Well, Sven Birkerts suspects the Kindle — no surprise there. Interestingly, in the seminar I’m currently teaching we just finished reading Birkerts’s The Gutenberg Elegies, and at the end of that discussion I brought my Kindle to class and passed it around. So this brief essay by Birkerts is for me and my students a timely one. I have my own concerns about the transition from book to screens — assuming that such a transition is really taking place — but I can't think of anyone who expresses such concerns less clearly than Birkerts. My students and I were continually puzzled while reading The Gutenberg Elegies — we just couldn't figure out exactly what his complaints were. And the same terminal vagueness afflicts this new essay. Consider:

Why, then, am I so uneasy about the page-to-screen transfer — a skeptic if not a downright resister?

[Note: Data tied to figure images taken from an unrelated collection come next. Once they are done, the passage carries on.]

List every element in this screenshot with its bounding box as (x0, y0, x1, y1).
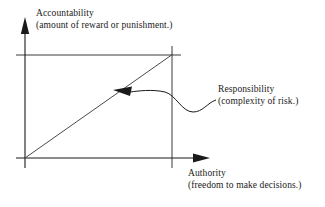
diagram-canvas: Accountability (amount of reward or puni… (0, 0, 325, 207)
annotation-leader-curve (130, 90, 216, 112)
y-axis-label-title: Accountability (36, 8, 173, 20)
responsibility-label-title: Responsibility (218, 84, 298, 96)
y-axis-arrowhead-icon (21, 17, 29, 34)
x-axis-label: Authority (freedom to make decisions.) (188, 168, 302, 191)
diagonal-relationship-line (25, 54, 173, 158)
x-axis-label-title: Authority (188, 168, 302, 180)
x-axis-arrowhead-icon (193, 154, 210, 163)
y-axis-label-description: (amount of reward or punishment.) (36, 20, 173, 32)
y-axis-label: Accountability (amount of reward or puni… (36, 8, 173, 31)
responsibility-label-description: (complexity of risk.) (218, 96, 298, 108)
x-axis-label-description: (freedom to make decisions.) (188, 180, 302, 192)
responsibility-annotation-label: Responsibility (complexity of risk.) (218, 84, 298, 107)
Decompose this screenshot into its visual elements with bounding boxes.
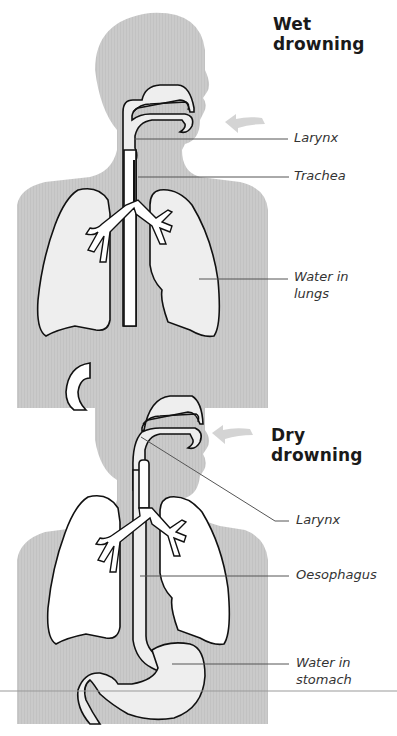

Perhaps it is because I see in the turning of literal pages — pages bound in literal books — a compelling larger value, and perceive in the move away from the book a move away from a certain kind of cultural understanding, one that I’m not confident that we are replacing, never mind improving upon. I’m not blind to the unwieldiness of the book, or to the cumbersome systems we must maintain to accommodate it—the vast libraries and complicated filing systems. But these structures evolved over centuries in ways that map our collective endeavor to understand and express our world. The book is part of a system. And that system stands for the labor and taxonomy of human understanding, and to touch a book is to touch that system, however lightly. The electronic book, on the other hand, represents — and furthers — a circuitry of instant access, which giveth (information) as it taketh away (the great clarifying context, the order). This will not be an instant revolution. Paradigm shifts take time. Right now the Kindle still lives within the context of print. But what would happen if, through growing market share and broad generational adoption, the Kindle were to supplant the bound book? For me the significance of this is not whether people end up reading more or less, or even a matter of what they read. At issue is the deep-structure of the activity. My fear is that as Wikipedia is to information, so will the Kindle become to literature and the humanities: a one-stop outlet, a speedy and irresistibly efficient leveler of context.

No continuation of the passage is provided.